November 8th, 2009
The air was crisp and cool, with a greasy sharp tang of diesel. The night air still held its shape and had not yet become a dessicated wraith of noon. The two of them stood near the tracks, awkward, almost leaving, but not quite yet.
“I was like you once,” Melani said. She laughed and blew smoke in Josie, Joey, Jo-girl, Jospehina, Jojo's face – some bush blend full of teatree to cleanse the air and lungs. “I'd be like you again if I could be that stupid.”
Mel patted Jo's arse as she left. “Savour it!” Mel shouted above the clangour as the freight train swept past. “You might as well.”
Mel hauled herself onto the last carriage with practiced ease; her lean arms always surprising in their strength. Jo imagined trying to follow, her arms wrenched out of their socket from the force, spraining her wrists and falling to the tracks. Dust blew in Jo's face, Mel's throaty laugh, rich with sixty five years of sass and spice coated the dusty wind and peppered Jo's tongue. Mel had sparkling green eyes, heavy powdered makeup and a face sun-scorched into dense wrinkles. She'd been a motorcycle stuntwoman with the travelling show and would still be doing it too if she'd had her way. She'd been a mother to more than her own blood; she'd been a revolutionary, the centre of numerous scandals, love affairs and dumb arse stunts.
When Mel fell from the train onto the tracks, her head splitting open on the shining steel tracks, it wasn't just a fiesty old woman with attitude that died.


→ INSTRUCTIONS FOR THE TASK:
Scan the records for "would". Show the matching lines.

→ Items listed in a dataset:
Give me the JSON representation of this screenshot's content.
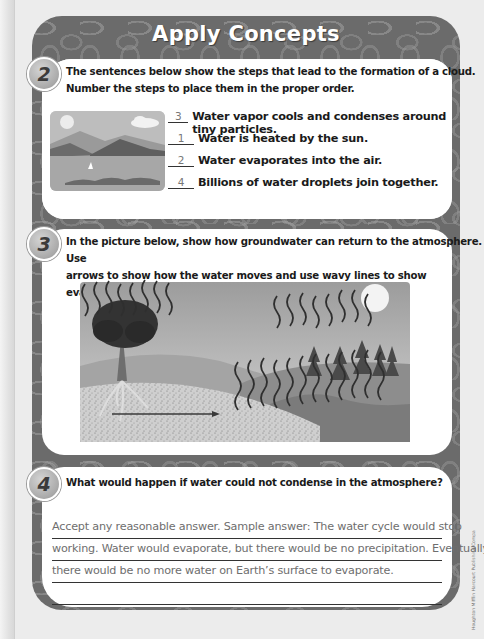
{
  "header": {
    "title": "Apply Concepts"
  },
  "questions": [
    {
      "number": "2",
      "prompt_line1": "The sentences below show the steps that lead to the formation of a cloud.",
      "prompt_line2": "Number the steps to place them in the proper order.",
      "image": "lake-with-mountains-sun-cloud-sailboat",
      "steps": [
        {
          "answer": "3",
          "text": "Water vapor cools and condenses around tiny particles."
        },
        {
          "answer": "1",
          "text": "Water is heated by the sun."
        },
        {
          "answer": "2",
          "text": "Water evaporates into the air."
        },
        {
          "answer": "4",
          "text": "Billions of water droplets join together."
        }
      ]
    },
    {
      "number": "3",
      "prompt_line1": "In the picture below, show how groundwater can return to the atmosphere. Use",
      "prompt_line2": "arrows to show how the water moves and use wavy lines to show evaporation.",
      "image": "landscape-tree-roots-groundwater-arrow-wavy-evaporation-lines"
    },
    {
      "number": "4",
      "prompt": "What would happen if water could not condense in the atmosphere?",
      "answer_lines": [
        "Accept any reasonable answer. Sample answer: The water cycle would stop",
        "working. Water would evaporate, but there would be no precipitation. Eventually",
        "there would be no more water on Earth’s surface to evaporate.",
        ""
      ]
    }
  ],
  "credit": "Houghton Mifflin Harcourt Publishing Company"
}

→ SOLUTION FOR THIS EXERCISE:
      "prompt": "What would happen if water could not condense in the atmosphere?",
        "Accept any reasonable answer. Sample answer: The water cycle would stop",
        "working. Water would evaporate, but there would be no precipitation. Eventually",
        "there would be no more water on Earth’s surface to evaporate.",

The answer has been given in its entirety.